Not your mother's RHCP, but a worthy album
Brian Patrick | 08/08/2006
(5 out of 5 stars)
"Before their songs topped the charts, and became radio and music video classics, before they released Platnum-selling masterpieces like Californication and Blood Sugar Sex Magik, before they sold out arenas the world over, before 50-year-old housewives could hear their songs on the radio and say "isn't this those Red Hot guys?", the Red Hot Chili Peppers were four wild California youths who played in dingy nightclubs, appearing on stage wearing only a sock (over a choice body part...). The Chilis first became known in LA for their unique fusion of funk, rap, and rock (which was unheard-of in the mid-80's). As luck would have it, they were able to secure a record deal, and created their first album in 1984. The album itself was a commercial bust, but was undeniably ahead of its time, and defiantly different then everything else on the airwaves in 1984. Buckle Down, and prepare yourself for the following review
1. True Men Don't Kill Coyotes: Opening the album with a jangly guitar riff, and kicking into a rumbling, gritty hard-rock tune with Anthony Kiedis' snarled vocals. This song has a very gritty, sweaty, garage-band feel to it, which is present throught the album.

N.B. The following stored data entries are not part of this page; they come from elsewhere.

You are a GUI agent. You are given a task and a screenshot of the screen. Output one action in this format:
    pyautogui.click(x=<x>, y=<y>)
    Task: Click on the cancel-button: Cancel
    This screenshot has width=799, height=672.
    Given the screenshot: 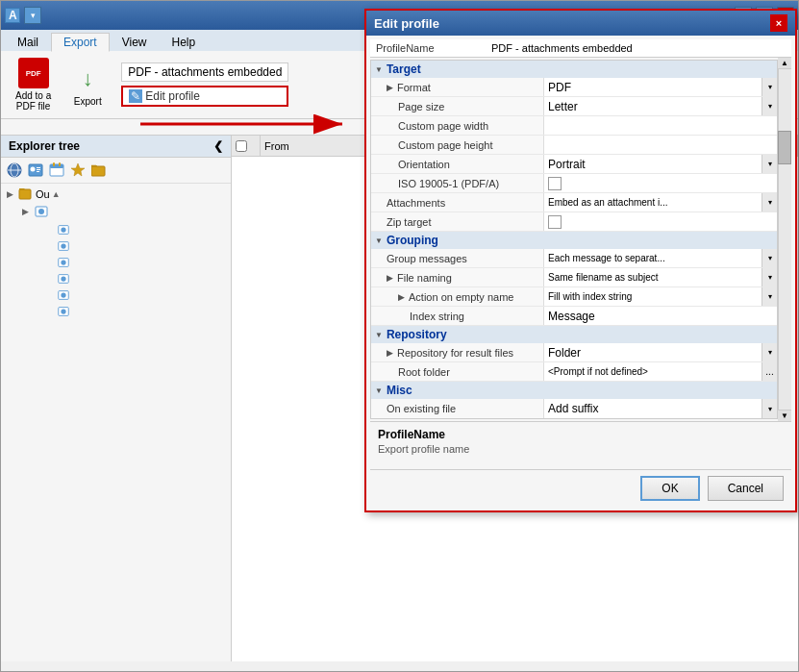 What is the action you would take?
    pyautogui.click(x=746, y=488)
    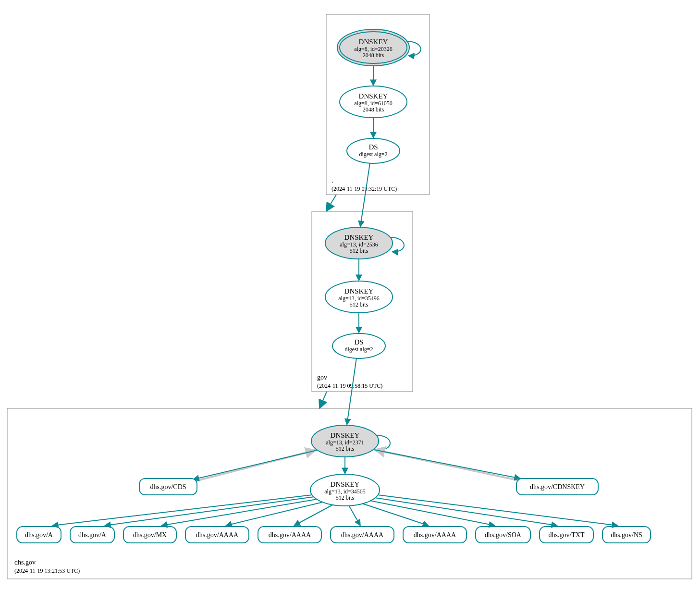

2. Baby Appeal: Loosly based on a true story, this song combines energetic, freewheeling rapping with rocking insturmentals, creating a very fun yarn with a memorable chorus. You also can't help but think, "how many other bands sounded like this in 1984?"
3. Buckle Down: Beginning with synthesized noise, the song is a hard rocking tune that has some very interesting insturmentals and strange lyrics.
4. Get Up And Jump: One of Chili's first songs, and one of the finest party songs you'll hear. A very funky, energetic song that opens with a funky salvo, and kicks into a pumping bassline and Anthony's funny nonsense lyrics. Will have you jumping around like a deranged frog.
5. Why Don't You Love Me: This Hank Williams cover feels very much like a song the Chilis would write themselves, with rap-style vocals and very jazzy insturmentals. A dazzling cover, to say the least.
6. Green Heaven: Anthony's political themed lyrics steal the show, which unlike many other so-called "political" songs, are actually thought-provoking. Not what you'd expect from the Peppers, hey? Flea's bass is in top form here, with an amazing bassline that brings life to this song.
7. Mommy Where's Daddy: A very weird number. Features "female" vocals by Flea, and also smooth, jazz style insturmentals. The strangest song you're likely to find.
8. Out In LA: The Chili's first song. This song is a rip-roaring combination of funky and self-refrential lyrics and wildy funky insturmentals. Also features an explosive guitar solo.
9. Police Helicopter: A short song, but a simple one with berzerk insturmentals and only a few vocal lines. Odd but fun.
10. You Always Sing: Even shorter and weirder. Simply consists of Anthony singing "you always sing the same" over and over again with stuff going on in the background.
11. Grand Pappy Du Plenty: A very different kind of way to close an album. It's an all-insturmental track, and feels eerie, gloomy and experimental. A fine ending to the album.
Now that you've heard a little something about the Flea, a little something about the Tree, and something about me, why won't you just buy the album?